His unconcern irritated her. ‘Can’t you understand?’ she said. ‘It’s better to do without me for a little than to lose me for good. That’s what would happen if father knew. He’d send me away to Hereford, to grandma’s. That’s what he’d do. Only for a week, Abner. After that, when he’s forgotten about it, things ’ll be better.’
Her distress was so real and she seemed so little to belong to him in her present state that he consented not to see her for a week.
‘Then I shan’t come a’nigh the place,’ he said. ‘I’m not goin’ to sit there looking at you and nothing after.’
‘Yes . . . that would be best,’ she said gladly. It inflamed him to think that she could take this complete divorce so calmly.
‘Better finish it off,’ he said.
Then she clung to him. ‘No, no, Abner. . . . I couldn’t bear that! Only a week, my love, only a week. . .’
He kept to his side of the bargain, and Badger was relieved to see him no more at the Pound House, although the suddenness of Abner’s abstention coloured his suspicions. What with his pheasants and the woman the keeper’s life was becoming too complicated for his intelligence, for Mick profited by Badger’s new devotion to Susie by ravaging his coverts. In this Abner, who had no other way of killing time, joined his friend, and on the last night of the week came a sharp but bloodless encounter in which the keeper was more than ever certain that he had seen Abner’s face. After this it became fixed in Badger’s mind that Abner was his principal enemy, the man who was obstinately working against him wherever he went. Somehow or other, he determined, he must get the better of him.
On the night when Abner returned to the Pound House, Badger was already there. Mick, as usual after a successful foray, was spending money freely, and by nine o’clock the room was full of excited men. Abner was ready to drink with the best of them, for his pockets were full of money and he had not been inside a pub for a week. To add to this uproarious assembly in came George Malpas, returning early from his own dark business in Lesswardine.
‘Go easy, boys,’ he said, as he entered, ‘that damned copper’s outside.’
But Mick Connor had by now gone too far to go easy. The liquor which in the early stages of intoxication merely rendered him funny now made him boastful, and the sight of Badger, glowering in his corner over a hot whisky, provided him with a subject for his wit. Atwell tried to keep him within bounds, but Mick, once fairly nourished, could talk the cross off an ass’s back. The laughter with which his sallies at the keeper’s expense were greeted stimulated him. He plunged into wild excesses of simile, while Badger sat sipping his whisky, going redder and redder as he listened. He knew that the whole room was against him; felt that before long he must do something to assert himself. If he went out into the road he would only be laughed at, but no man could sit there listening to Mick Connor without shame.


Your answer should consist of the lines in the data below that contain "plate".

:: Material for the task

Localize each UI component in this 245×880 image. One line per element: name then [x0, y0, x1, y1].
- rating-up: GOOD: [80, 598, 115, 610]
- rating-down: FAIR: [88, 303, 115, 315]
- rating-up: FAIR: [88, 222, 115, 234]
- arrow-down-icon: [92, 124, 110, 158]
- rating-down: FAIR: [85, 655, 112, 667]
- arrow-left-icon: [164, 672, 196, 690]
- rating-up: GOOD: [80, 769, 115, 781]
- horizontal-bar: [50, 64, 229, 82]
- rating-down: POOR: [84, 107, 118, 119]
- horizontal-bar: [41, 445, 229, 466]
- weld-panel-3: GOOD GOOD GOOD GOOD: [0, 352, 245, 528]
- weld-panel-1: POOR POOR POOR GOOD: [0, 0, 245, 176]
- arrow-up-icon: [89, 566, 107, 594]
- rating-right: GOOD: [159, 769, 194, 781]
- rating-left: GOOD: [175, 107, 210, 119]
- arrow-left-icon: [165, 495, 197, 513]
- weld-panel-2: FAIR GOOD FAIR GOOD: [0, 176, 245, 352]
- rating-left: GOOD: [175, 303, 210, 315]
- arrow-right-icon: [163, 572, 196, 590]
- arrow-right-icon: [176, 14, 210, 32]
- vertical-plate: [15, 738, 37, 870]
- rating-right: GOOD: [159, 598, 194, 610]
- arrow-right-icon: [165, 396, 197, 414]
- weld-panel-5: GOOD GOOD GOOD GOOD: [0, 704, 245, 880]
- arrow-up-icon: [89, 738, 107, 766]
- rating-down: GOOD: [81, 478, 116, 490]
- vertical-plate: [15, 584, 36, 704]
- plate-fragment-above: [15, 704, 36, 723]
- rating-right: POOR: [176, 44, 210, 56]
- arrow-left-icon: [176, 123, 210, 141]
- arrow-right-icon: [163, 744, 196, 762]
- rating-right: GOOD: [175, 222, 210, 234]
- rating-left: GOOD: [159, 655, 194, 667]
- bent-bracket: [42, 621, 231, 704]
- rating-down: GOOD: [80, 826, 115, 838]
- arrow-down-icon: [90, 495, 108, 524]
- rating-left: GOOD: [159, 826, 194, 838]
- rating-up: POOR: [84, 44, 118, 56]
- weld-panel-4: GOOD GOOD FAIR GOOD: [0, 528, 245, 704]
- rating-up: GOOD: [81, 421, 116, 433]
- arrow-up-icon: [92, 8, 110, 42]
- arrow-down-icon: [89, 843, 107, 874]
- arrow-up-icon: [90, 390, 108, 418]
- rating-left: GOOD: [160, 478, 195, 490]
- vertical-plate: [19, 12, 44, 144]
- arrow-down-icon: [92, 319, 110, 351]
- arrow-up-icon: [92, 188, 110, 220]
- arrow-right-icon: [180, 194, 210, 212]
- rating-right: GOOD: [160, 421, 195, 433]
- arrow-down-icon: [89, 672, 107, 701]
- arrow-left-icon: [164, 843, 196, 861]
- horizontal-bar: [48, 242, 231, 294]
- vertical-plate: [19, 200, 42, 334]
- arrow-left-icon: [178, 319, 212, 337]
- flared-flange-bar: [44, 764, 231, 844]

::::

Written solution:
- vertical-plate: [15, 738, 37, 870]
- vertical-plate: [15, 584, 36, 704]
- plate-fragment-above: [15, 704, 36, 723]
- vertical-plate: [19, 12, 44, 144]
- vertical-plate: [19, 200, 42, 334]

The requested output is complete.